Myriota strategically operates as a vertically integrated stack, with ownership across spectrum, regulatory approvals, and satellite infrastructure underpinning our UltraLite and HyperPulse satellite connectivity services. Overlaying these services, Myriota provides an enablement layer of modules, dev kits, and edge devices – including products like the AssetHawk tracker and FlexSense sensing platform – that serve as the onboarding point for the partner ecosystem. System integrators and solution providers sit at the top of that stack, taking Myriota’s connectivity and reference hardware and adapting it to specific industrial use cases.

Our relationship with our ecosystem isn’t just commercial. Partners are actively shaping the product roadmap, with George pointing to the example of customer demand for lower latency and larger data packets being a direct input that drove Myriota to launch Hyperpulse, a 5G NTN network that now enables asset tracking, remote energy monitoring, water management, and oil and gas applications that require more detailed reporting and richer sensing. The innovation didn’t come from a technology roadmap drawn up in isolation, but rather from listening to what partners needed in order to serve their customers.
This is a model worth internalising. Systems integrators who think of themselves purely as resellers or channel partners are leaving value on the table. The ones who bring real operational problems from active customers are shaping next-generation solutions – and benefiting from a connectivity stack that evolves in response to what the market needs. In an industry moving as fast as this one, that kind of close feedback loop is a genuine competitive advantage for both sides of the relationship.
What to take forward
The summit’s closing panels converged on a consistent outlook: the next 12 to 24 months will see real commercial services in real markets, with genuine customer adoption across both consumer and IoT segments. The device and chipset ecosystem is also catching up, with Release 19 specs now flowing into hardware roadmaps. The European Space Agency’s announcement of up to €100 million in joint funding with the GSMA – targeted at 5G/6G hybrid infrastructure, D2D innovation, and AI-driven NTN optimisation – signals that institutional investment is accelerating alongside commercial deployment.

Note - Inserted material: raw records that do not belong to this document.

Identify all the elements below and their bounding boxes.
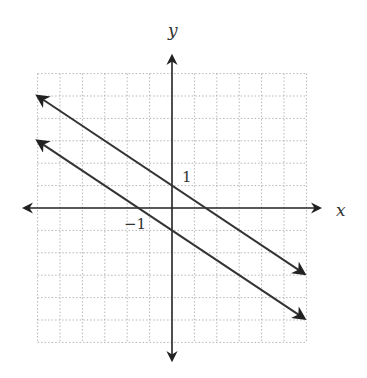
upper-line [38,96,305,274]
y-axis-label: y [167,20,178,40]
x-axis-label: x [336,200,346,220]
tick-label-x-neg1: −1 [124,215,146,233]
coordinate-plane: x y 1 −1 [0,0,367,378]
tick-label-y-1: 1 [182,168,192,186]
lower-line [38,141,305,319]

For systems integrators and solution providers, the window to develop genuine expertise in satellite IoT connectivity – to understand the technology, build the relationships, and develop deep use case knowledge – is now. The customers who will benefit most from this shift are already operating in remote, demanding environments. They need partners who have done the work to understand what “reliable, secure, and affordable” actually means when you’re connecting assets beyond the reach of any cell tower.
About Myriota
Myriota is a global leader in satellite IoT connectivity. Over the past decade, the company has built an expanding satellite constellation, secured a substantial patent portfolio of over 170 patents, and raised more than $100 million in funding. It now delivers both connectivity and hardware that underpin critical operations across agriculture, utilities, logistics, mining, environmental monitoring and defence.
Myriota enables systems integrators, solution providers and OEMs to easily develop and deploy connected products that sense, track, and monitor assets even in the most remote environments. With teams across 19 global locations and deep partnerships in key markets, Myriota remains focused on its mission to connect the physical world for impact.